If breakfast is the most important meal of the day, would two breakfasts be twice as important?
As the latest food trend, two breakfasts isn't so much two whole breakfasts but breaking up the breakfast over two moments within the morning. In some cases, people use a second breakfast in place of a morning snack.
For those who hate eating first thing in the morning, or can't get going well enough to have time for a decent breakfast, the two breakfast system sounds like a dream. The biggest question to ask is whether people are eating more as a result.
Discipline is usually the one lacking element of keeping things on track. More temptation can lead to more dietary disasters.
When I ate bad, I would eat breakfast and then go to work. If there was free food at work, I would have a second breakfast if it was there. No food, no second breakfast. Food = second breakfast.
When I started to eat better, I ate less for breakfast and nothing before lunch. Our intern at the time asked me on this plan if I was hungry about 11:30 a.m. My stomach could have spoken for me; I verbally added a "yes" to the reply.
Now I'm not even tempted when free food comes in the morning. And I'm not usually tempted to eat between breakfast and lunch. Some of that is what I eat for breakfast, but when I stopped associating free food as necessary food, my desire for a second breakfast disappeared. And if I was tempted, I would take it and eat it as a dessert for lunch.
The idea in eating breakfast is to eat enough to give you energy to get to lunchtime. An afternoon snack can make more sense than a morning snack. But for those who can't eat that much in the morning, and can make a smart choice for the second breakfast (not so much on free bagels and donuts at the office), two breakfasts can work … with smart discipline.
Of course, you could go to the ridiculous extreme of having a gigantic breakfast, such as one found in a diner in Great Yarmouth, England.
The diner has the audacity of calling it a "Kidz Breakfast" — the meal weighs about 9 lb. and contains 6,000 calories. Here is what you get:
12 pieces of bacon, 12 sausages, 6 eggs, 4 slices of black pudding, 4 slices of bread and butter, 4 slices of toast, 4 slices of fried bread, 2 hash browns, an 8-egg cheese and potato omelet, sautéed potatoes, mushrooms, beans, and tomatoes.
Figure that you ate this with 10 other people, you would still get a decent amount of food to start your day. If you and 4 others evenly divided the breakfast, you would eat more than half of the recommended calorie daily amount at breakfast.
Even when we are told that breakfast is the most important meal, our choices are usually the least thought out.
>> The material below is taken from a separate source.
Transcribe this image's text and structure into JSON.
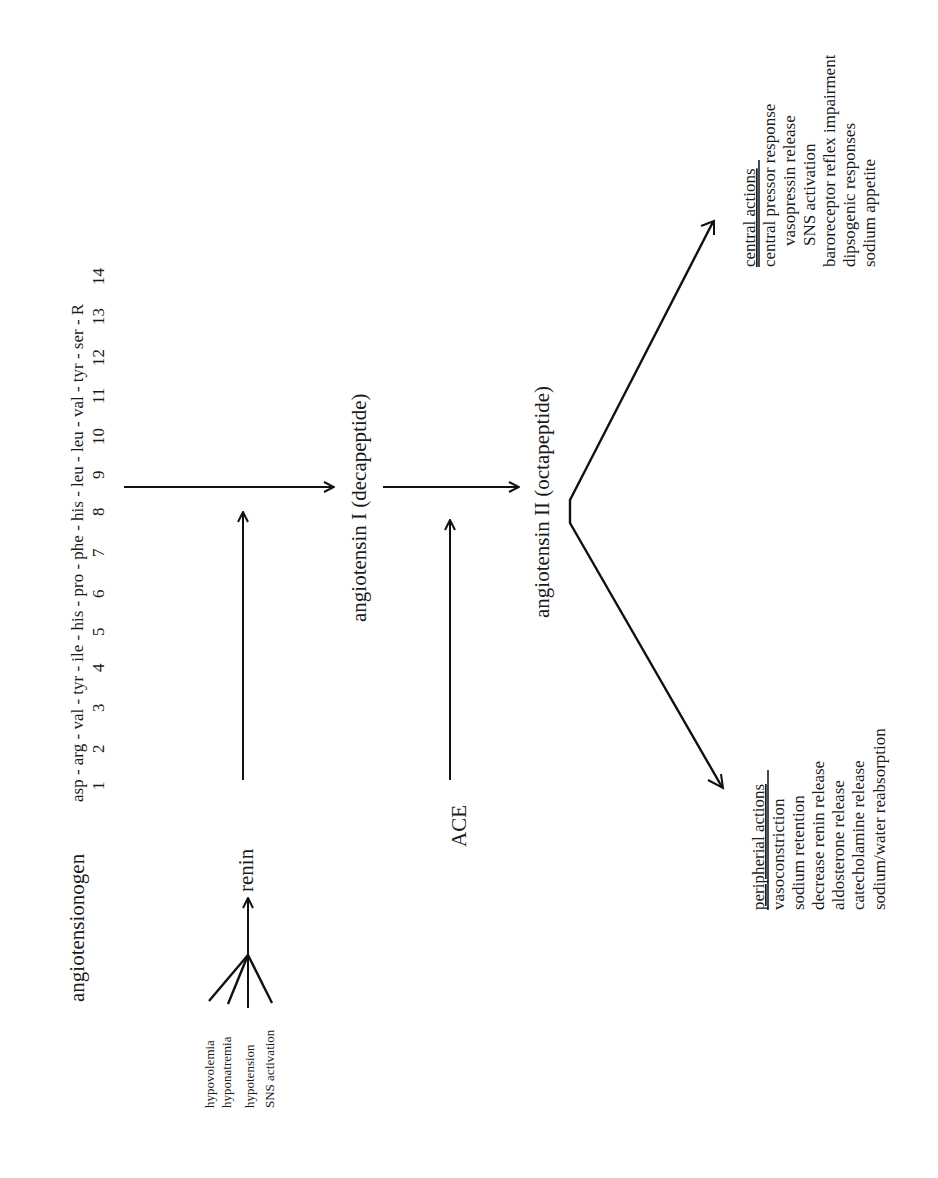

We think about what we eat for dinner and lunch; breakfast is more of an after-thought. Breakfast, if done properly, can lead you on a good path for the day, and you can afford a "slip-up" or two throughout the day if your breakfast goes well.
And as you've learned from me, you can do dinner for breakfast. You are not limited to traditional breakfast food. A mix of reasonably healthy carbohydrates and protein can make a big difference.
If you have to spread that out over two periods in the morning, keep a good carbohydrates/protein ratio each time and limit the calories. Don't think so much about each interval as long as you are getting an appropriate amount of calories for the day.